Being “Authentic” Doesn’t Give One License To Be An Ass

Meg Whitman lives by it. Hilary Rodham swears by it. Steve Jobs ruled by it.

These days everyone is touting their authenticity. What I call “Popeye’s ‘I yam what I yam’” school of self-management is in full swing. Far too often, however, this cry of authenticity has become nothing but an excuse for bad behavior. In short, it’s giving people—particularly those who think they’re geniuses— license to act like assholes.

In a recent Harvard Business Review cover story, Walter Issacson appeared to rationalize and legitimize this type of behavior in his essay on the true leadership lessons of Steve Jobs—the poster boy for the movement. Last year Issacson wrote a bestselling biography on Jobs. His purpose in writing the article now? To set commentators straight “who fixate too much on the rough edges of Job’s personality (especially those with no experience in entrepreneurship).”

According to Issacson, Jobs’s behavior can be explained away thusly:

“Jobs was famously impatient, petulant, and tough with the people around him. But his treatment of people, though not laudable, emanated from his passion for perfection and desire to work with only the best.”

And by Jobs himself, who, when pressed by Issacson on whether he could have gotten the same results while being nicer, replied:

“Perhaps so. But it’s not who I am. Maybe there’s a better way—a gentlemen’s club where we all wear ties and speak in this Brahmin language and velvet code words—but I don’t know that way, because I am middle-class from California.”

Now that’s what we used to call back in the 70s a “cop out!” Did Jobs really think we’d buy into the notion that you’re either someone who is telling it like it is with brute force and honesty, civility be damned, or you’re a stiff, tight jawed, mealy-mouthed leader who is unwilling and unable to tell the truth? How ridiculous. Is there no middle ground for a leader who respects those around him and provides both positive as well as critical feedback in a thoughtful, direct, manner?

As well, did he really have the audacity to pin his bad boy behavior on his middle class Californian roots? While I wasn’t raised in California, having lived here now for over 25 years, I know of a lot of successful business leaders who spent their formative years in this state, in the very same middle class as Mr. Jobs and his family, who haven’t resorted to the kind of behavior that Jobs was famous for. Indeed there are numerous examples of leaders everywhere—Howard Schultz of Starbucks, Ursula Burns of Xerox, and Daniel Vasella of Novartis, who were exposed to poverty and sometimes abuse as children and emerged as compassionate and respectful leaders.

Many of us—myself included—love the story of how Jobs re-built Apple by cutting through the BS, winnowing projects down and getting rid of people who did not share his vision. No doubt that incisiveness and directness are behaviors to be valued and developed. But was it really necessary to take those behaviors to the extent he did, exposing a shameful level of scorn, rudeness and even cruelty to colleagues and fellow workers? In others words, could he still have succeeded without being such a jerk?

Absolutely he could have. Jobs got away with it because he could. Yes, the guy who told us to “Think Different” , who strived for perfectionism, scrutinizing his products along with everyone around him, never really turned the lens inward on himself because he didn’t have to. While I never met the man, it’s clear from the hundreds of people that Issacson interviewed that his genius was so revered that many people just wanted to be near him, no matter how difficult or demeaning the interaction. In fact, after one such episode where Jobs said to an employee, “You asshole, you never do anything right!” the response was “Yes, he was an asshole but I consider myself the absolute luckiest person in the world to have worked with him.”

It’s curious why we need studies to tell us what many of us know instinctively: people respond better and are more successful in environments where people are civil and respectful to one another. For those who miss the point, though, thankfully there are hundreds of social scientists who remain gainfully employed ready with reams of research results that demonstrate how an uncivil culture deleteriously affects the bottom line through loss of motivation, collaboration and high turnover. Furthermore, no corollary has been found between creative, productive employees and workplace abuse.

After years working on the front lines coaching professionals in some of America’s toughest, most demanding industries, no one will ever convince me that being a bully is excusable due to someone’s ingenuity, title, longevity, company size or success. The simple truth is that, like our playgrounds, bullies have no place in corporate America. If your definition of being authentic involves being cruel, disrespectful, amoral or running roughshod over people, then I’d say that there are a lot of words to describe your personality but authentic isn’t one of them.


Peggy Klaus

Peggy Klaus coaches CEOs and executives worldwide on leadership and communication.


§ Assigned task
Check every line of the records below for the string "break", then report only how many lines have it.

§ Given data
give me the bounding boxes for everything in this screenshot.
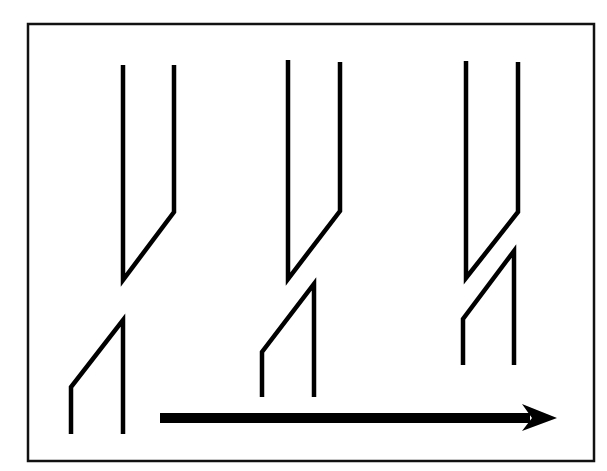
stage-2 [262,60,340,397]
diagram-frame [28,24,594,461]
lower-strand-shape [262,284,314,397]
lower-strand-shape [71,320,123,434]
lower-strand-shape [463,251,514,365]
stage-3 [463,61,518,365]
upper-strand-shape [123,65,174,280]
stage-1 [71,65,174,434]
diagram-canvas [0,0,607,471]
upper-strand-shape [288,60,340,279]
progress-arrow [160,404,557,431]
upper-strand-shape [466,61,518,278]
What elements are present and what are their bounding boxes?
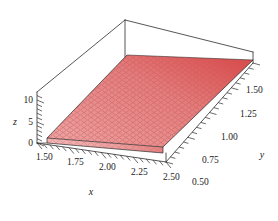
x-tick-label-1: 1.75 — [67, 157, 84, 167]
y-tick-label-0: 0.50 — [192, 177, 209, 187]
y-axis-label: y — [259, 149, 265, 160]
z-axis-ticks — [37, 96, 44, 146]
z-axis-label: z — [12, 116, 17, 127]
x-tick-label-0: 1.50 — [36, 152, 53, 162]
x-tick-label-4: 2.50 — [163, 172, 180, 182]
z-tick-label-2: 10 — [24, 95, 34, 105]
z-tick-label-0: 0 — [28, 138, 33, 148]
y-tick-label-2: 1.00 — [221, 132, 238, 142]
surface-mesh — [40, 48, 260, 160]
x-axis-label: x — [88, 186, 94, 197]
x-axis-tick-labels: 1.50 1.75 2.00 2.25 2.50 — [36, 152, 180, 182]
y-tick-label-1: 0.75 — [202, 155, 219, 165]
z-tick-label-1: 5 — [28, 117, 33, 127]
z-axis-tick-labels: 0 5 10 — [24, 95, 34, 148]
x-tick-label-2: 2.00 — [99, 162, 116, 172]
y-tick-label-3: 1.25 — [240, 109, 257, 119]
x-tick-label-3: 2.25 — [131, 167, 148, 177]
plot-canvas: 0 5 10 1.50 1.75 2.00 2.25 2.50 0.50 0.7… — [0, 0, 278, 221]
surface-plot-3d: 0 5 10 1.50 1.75 2.00 2.25 2.50 0.50 0.7… — [0, 0, 278, 221]
y-tick-label-4: 1.50 — [246, 85, 263, 95]
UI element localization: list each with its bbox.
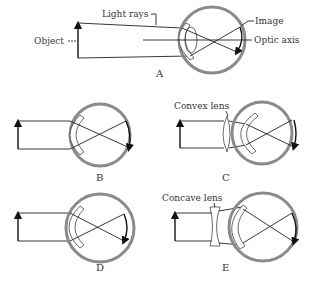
object-label: Object [34, 36, 64, 46]
lens-ray-bottom [229, 145, 246, 148]
cornea [241, 113, 258, 154]
concave-lens-leader-line [214, 203, 215, 207]
light-ray-top [78, 23, 182, 28]
panel-b-label: B [96, 172, 103, 183]
light-ray-bottom [78, 56, 190, 58]
convex-lens-label: Convex lens [174, 101, 229, 111]
refracted-ray-2 [243, 213, 292, 243]
refracted-ray-1 [246, 124, 294, 147]
panel-d: D [18, 194, 134, 273]
panel-a-label: A [155, 68, 164, 79]
panel-c-label: C [222, 172, 230, 183]
refracted-ray-2 [246, 120, 292, 145]
panel-c: Convex lens C [174, 101, 296, 183]
panel-b: B [18, 104, 130, 183]
lens-ray-top [229, 121, 246, 124]
light-rays-label: Light rays [102, 9, 149, 19]
image-arrow-icon [294, 120, 296, 147]
panel-a: Object Light rays Image Optic axis A [34, 7, 300, 79]
panel-e-label: E [222, 262, 229, 273]
eyeball [66, 194, 134, 262]
eyeball [229, 193, 297, 261]
concave-lens-label: Concave lens [162, 193, 223, 203]
image-arrow-icon [237, 27, 242, 52]
refracted-ray-1 [243, 209, 294, 242]
optic-axis-label: Optic axis [254, 35, 300, 45]
light-rays-leader-line [151, 14, 156, 25]
refracted-ray-2 [190, 27, 240, 56]
panel-d-label: D [96, 262, 104, 273]
image-label: Image [255, 16, 284, 26]
eyeball [70, 104, 130, 166]
concave-lens [210, 207, 220, 246]
image-arrow-icon [124, 214, 127, 241]
panel-e: Concave lens E [162, 193, 297, 273]
eye-optics-diagram: Object Light rays Image Optic axis A [0, 0, 316, 283]
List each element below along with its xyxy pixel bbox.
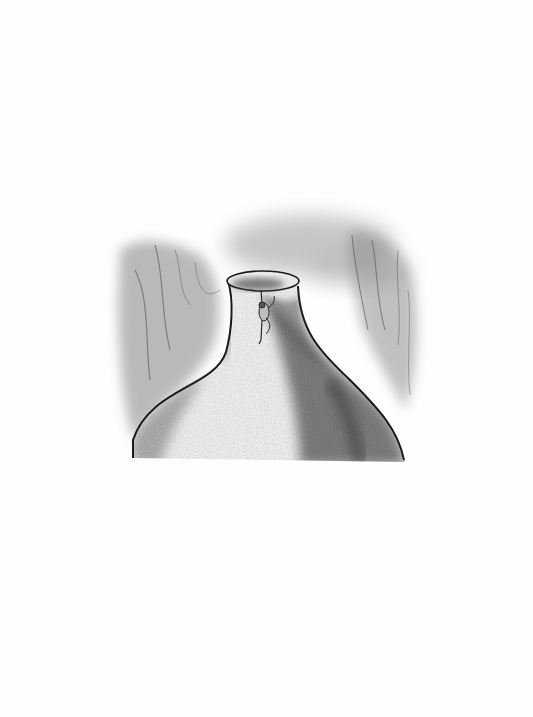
illustration-canvas — [0, 0, 533, 717]
bottle-opening — [227, 271, 299, 291]
background-trees-right — [349, 230, 417, 410]
pencil-illustration — [0, 0, 533, 717]
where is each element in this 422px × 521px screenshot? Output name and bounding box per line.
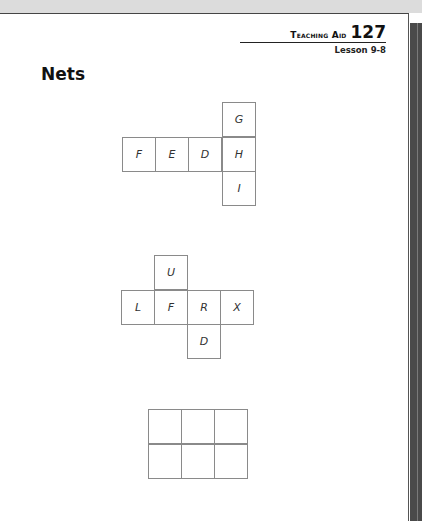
teaching-aid-label: Teaching Aid [290,30,346,40]
net-cell: X [220,290,254,325]
lesson-label: Lesson 9-8 [240,45,386,55]
net-cell: E [155,137,189,172]
teaching-aid-header: Teaching Aid 127 Lesson 9-8 [240,24,386,55]
net-cell: I [222,171,256,206]
net-cell: D [187,324,221,359]
net-cell [181,444,215,479]
net-cell: R [187,290,221,325]
net-cell: H [222,137,256,172]
net-cell [214,409,248,444]
teaching-aid-line: Teaching Aid 127 [240,24,386,43]
net-cell: D [188,137,222,172]
net-cell: L [121,290,155,325]
net-cell: G [222,102,256,137]
net-cell: F [122,137,156,172]
net-cell: U [154,255,188,290]
net-cell [148,409,182,444]
net-cell [181,409,215,444]
page-edge-shadow [410,23,422,521]
net-cell [214,444,248,479]
net-cell [148,444,182,479]
background-band [0,0,422,13]
net-cell: F [154,290,188,325]
teaching-aid-number: 127 [351,24,387,41]
page-title: Nets [41,64,85,84]
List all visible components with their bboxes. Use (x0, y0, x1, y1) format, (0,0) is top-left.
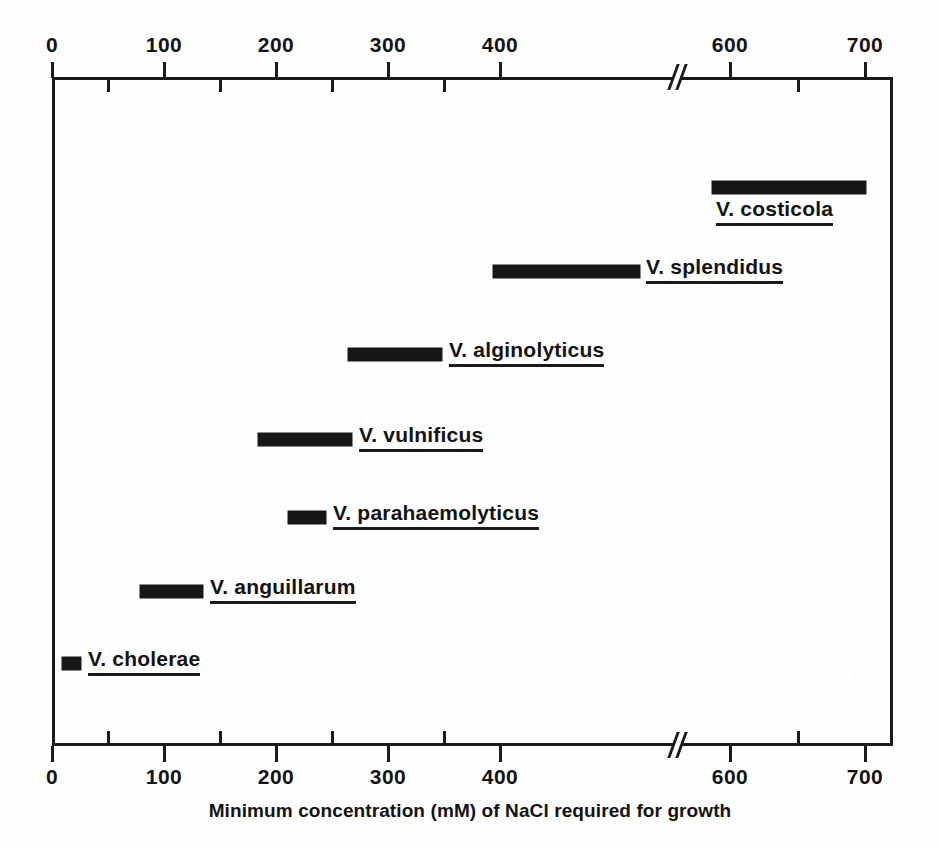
range-bar-v-cholerae (62, 657, 81, 670)
bottom-tick-600 (729, 746, 732, 762)
bottom-minor-tick-350 (443, 731, 446, 746)
top-tick-700 (864, 62, 867, 78)
bottom-tick-0 (51, 746, 54, 762)
range-bar-v-alginolyticus (348, 348, 442, 361)
bottom-tick-300 (387, 746, 390, 762)
bottom-tick-400 (499, 746, 502, 762)
plot-frame (52, 77, 893, 746)
top-tick-label-100: 100 (129, 33, 199, 57)
range-bar-v-anguillarum (140, 585, 203, 598)
top-tick-label-200: 200 (241, 33, 311, 57)
series-label-v-cholerae: V. cholerae (88, 648, 200, 676)
bottom-tick-label-300: 300 (353, 765, 423, 789)
top-tick-400 (499, 62, 502, 78)
top-tick-label-400: 400 (465, 33, 535, 57)
top-tick-label-600: 600 (695, 33, 765, 57)
bottom-minor-tick-50 (107, 731, 110, 746)
top-tick-0 (51, 62, 54, 78)
chart-figure: 0 100 200 300 400 600 700 0 100 200 300 … (0, 0, 940, 846)
bottom-tick-label-400: 400 (465, 765, 535, 789)
series-label-v-vulnificus: V. vulnificus (359, 424, 483, 452)
bottom-minor-tick-250 (331, 731, 334, 746)
bottom-tick-700 (864, 746, 867, 762)
bottom-tick-label-700: 700 (830, 765, 900, 789)
top-tick-100 (163, 62, 166, 78)
top-minor-tick-50 (107, 78, 110, 92)
series-label-v-parahaemolyticus: V. parahaemolyticus (333, 502, 539, 530)
bottom-tick-label-100: 100 (129, 765, 199, 789)
top-minor-tick-350 (443, 78, 446, 92)
bottom-tick-label-600: 600 (695, 765, 765, 789)
bottom-tick-100 (163, 746, 166, 762)
top-tick-label-0: 0 (17, 33, 87, 57)
top-minor-tick-250 (331, 78, 334, 92)
bottom-minor-tick-650 (797, 731, 800, 746)
axis-break-top (667, 64, 689, 90)
range-bar-v-parahaemolyticus (288, 511, 326, 524)
top-tick-label-700: 700 (830, 33, 900, 57)
bottom-tick-200 (275, 746, 278, 762)
top-tick-300 (387, 62, 390, 78)
series-label-v-costicola: V. costicola (716, 198, 833, 226)
top-minor-tick-150 (219, 78, 222, 92)
top-tick-label-300: 300 (353, 33, 423, 57)
range-bar-v-costicola (712, 181, 866, 194)
top-minor-tick-650 (797, 78, 800, 92)
series-label-v-alginolyticus: V. alginolyticus (449, 339, 604, 367)
series-label-v-anguillarum: V. anguillarum (210, 576, 356, 604)
range-bar-v-vulnificus (258, 433, 352, 446)
axis-break-bottom (667, 732, 689, 758)
series-label-v-splendidus: V. splendidus (646, 256, 783, 284)
top-tick-600 (729, 62, 732, 78)
bottom-minor-tick-150 (219, 731, 222, 746)
range-bar-v-splendidus (493, 265, 640, 278)
top-tick-200 (275, 62, 278, 78)
bottom-tick-label-0: 0 (17, 765, 87, 789)
x-axis-title: Minimum concentration (mM) of NaCl requi… (0, 800, 940, 822)
bottom-tick-label-200: 200 (241, 765, 311, 789)
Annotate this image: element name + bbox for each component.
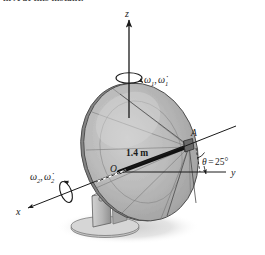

§ Task response
2